Italy’s power forward Nicolo Melli (C-L) defends Israel’s Shawn Dawson (C-R) during a EuroBasket 2015 matchup in Lille, France, September 13, 2015. (Philippe Huguen/AFP/Getty Images)
Italy’s power forward Nicolo Melli (C-L) defends Israel’s Shawn Dawson (C-R) during a EuroBasket 2015 matchup in Lille, France, September 13, 2015. (Philippe Huguen/AFP/Getty Images)

But what if the 2014 NBA most valuable player decides he doesn’t want to pull a LeBron and take his world-class talents back to his hometown, where he can achieve eternal legend status by single-handedly bringing a championship to D.C.? Could an Israeli basketball star be part of the the Wiz’s backup plan? Possibly! According to Bleacher Report, Shawn Dawson, a 22-year-old, Eilat-born, 6′ 6″, 195-pound swingman for Maccabi Rishon LeZion received an invite to join the Wizards Summer League team next month.

Although Dawson was one of Ligat HaAl’s heroes this past season—he led Rishon to its first national title after stunning powerhouse Maccabi Tel Aviv in the league semi-finals—he faces long odds in making the NBA. In addition to being a competitive workout for the NBA’s incoming rookies, the Summer League is a kind of invite-only public audition for players who are on the outer edge of signing NBA or NBA Developmental League contracts. It’s a hard road from there to The Association, but not an impossible one.

In order to make the NBA, Dawson will first have to impress the league’s scouts over the course of three summer league games and land either an NBA training camp invite or a contract in the NBA’s Developmental League. You can dominate the D-league and still only glimpse NBA hardwoods in fleeting, 10-day increments, so it’s unlikely Dawson will be on the Wizards bench when they open the season in October. (According to my buddy and unofficial Scroll Wizards summer league historian Mike Bushnell, the last player the Wizards themselves didn’t draft who made the leap from summer league to opening night roster for the team was guard Lester Hudson, although he had played for the Memphis Grizzlies the year before). Even if Dawson lights up the summer league, he still might not choose the D-league or the far end of an NBA bench over the glory of being a beloved player in his home country’s basketball league.

But say Dawson distinguishes himself and somehow does make an NBA roster this fall. As the highlight reel below shows, Dawson is a dazzling swingman, with the agility to breeze by frontcourt defenders and the size, vertical and wingspan to sink corner 3’s over a towering power forward. His handles probably aren’t nearly as good as say, Steph Curry’s, but watch him clown an opposing perimeter defender 35 seconds into the video. Dawson has the same balletic, pixie-like quality as the Warriors guard, at least when he’s facing Israeli competition.

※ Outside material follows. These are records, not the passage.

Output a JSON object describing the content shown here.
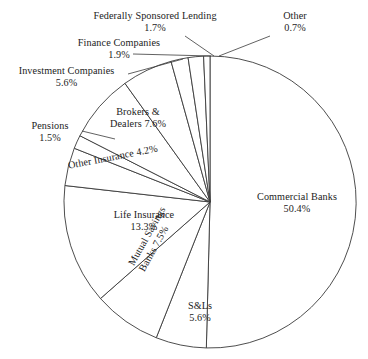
{
  "chart_data": {
    "type": "pie",
    "title": "",
    "subtitle": "",
    "xlabel": "",
    "ylabel": "",
    "units": "percent",
    "legend_position": "none",
    "grid": false,
    "start_angle_deg": 0,
    "direction": "clockwise",
    "total": 100.0,
    "categories": [
      "Commercial Banks",
      "S&Ls",
      "Mutual Savings Banks",
      "Life Insurance",
      "Other Insurance",
      "Pensions",
      "Brokers & Dealers",
      "Investment Companies",
      "Finance Companies",
      "Federally Sponsored Lending",
      "Other"
    ],
    "values": [
      50.4,
      5.6,
      7.5,
      13.3,
      4.2,
      1.5,
      7.6,
      5.6,
      1.9,
      1.7,
      0.7
    ],
    "slices": [
      {
        "label": "Commercial Banks",
        "value": 50.4,
        "pct_text": "50.4%",
        "label_placement": "inside"
      },
      {
        "label": "S&Ls",
        "value": 5.6,
        "pct_text": "5.6%",
        "label_placement": "inside"
      },
      {
        "label": "Mutual Savings Banks",
        "value": 7.5,
        "pct_text": "7.5%",
        "label_placement": "inside-rotated"
      },
      {
        "label": "Life Insurance",
        "value": 13.3,
        "pct_text": "13.3%",
        "label_placement": "inside"
      },
      {
        "label": "Other Insurance",
        "value": 4.2,
        "pct_text": "4.2%",
        "label_placement": "inside-rotated"
      },
      {
        "label": "Pensions",
        "value": 1.5,
        "pct_text": "1.5%",
        "label_placement": "outside-leader"
      },
      {
        "label": "Brokers & Dealers",
        "value": 7.6,
        "pct_text": "7.6%",
        "label_placement": "inside"
      },
      {
        "label": "Investment Companies",
        "value": 5.6,
        "pct_text": "5.6%",
        "label_placement": "outside-leader"
      },
      {
        "label": "Finance Companies",
        "value": 1.9,
        "pct_text": "1.9%",
        "label_placement": "outside-leader"
      },
      {
        "label": "Federally Sponsored Lending",
        "value": 1.7,
        "pct_text": "1.7%",
        "label_placement": "outside-leader"
      },
      {
        "label": "Other",
        "value": 0.7,
        "pct_text": "0.7%",
        "label_placement": "outside-leader"
      }
    ],
    "colors": {
      "slice_fill": "#ffffff",
      "slice_stroke": "#3a3a3a",
      "leader_line": "#3a3a3a",
      "text": "#1c1c1c",
      "background": "#ffffff"
    }
  },
  "labels": {
    "commercial_banks": {
      "name": "Commercial Banks",
      "pct": "50.4%"
    },
    "snls": {
      "name": "S&Ls",
      "pct": "5.6%"
    },
    "mutual_savings": {
      "name_line1": "Mutual Savings",
      "name_line2": "Banks 7.5%",
      "name": "Mutual Savings Banks",
      "pct": "7.5%"
    },
    "life_insurance": {
      "name": "Life Insurance",
      "pct": "13.3%"
    },
    "other_insurance": {
      "name": "Other Insurance 4.2%",
      "pct": "4.2%"
    },
    "pensions": {
      "name": "Pensions",
      "pct": "1.5%"
    },
    "brokers_dealers": {
      "name_line1": "Brokers &",
      "name_line2": "Dealers 7.6%",
      "name": "Brokers & Dealers",
      "pct": "7.6%"
    },
    "investment_cos": {
      "name": "Investment Companies",
      "pct": "5.6%"
    },
    "finance_cos": {
      "name": "Finance Companies",
      "pct": "1.9%"
    },
    "fed_sponsored": {
      "name": "Federally Sponsored Lending",
      "pct": "1.7%"
    },
    "other": {
      "name": "Other",
      "pct": "0.7%"
    }
  }
}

In the U.S., foreign ballers are often pigeonholed as quick-flopping, elbow-throwing, Euro-stepping role players. Dawson’s the exact opposite, and his game is free-flowing and creative in a way that’s almost stereotypically American. That might have something to do with the reality that owning a basketball court is a lot more fun and exciting than setting picks or rotating into open j’s, assuming you’ve got the ability to do both. The American-ness of his game probably also owes to his background: Dawson’s the son of an Israeli woman and Joe Dawson, a U.S.-born University of Southern Mississippi standout who bounced around the world’s various basketball leagues before settling in Israel in 1991, where he’d rack up a respectable 5,700 career points.

The NBA’s full of high-flying swingman, and it’s hard for a player of Dawson’s size and skillset to prove they have a part to play in what’s fast becoming the most exclusive and demanding athletic league on earth. NBA teams only have room for 14 players, and as the old cliche goes, only one of them can touch the basketball at a time. But even if the NBA doesn’t work out, Dawson’s just the latest example of an Israeli player that’s drawn attention from the NBA, a sign of the rising prestige and level of play in Israel’s domestic league.

Armin Rosen is a staff writer for Tablet Magazine.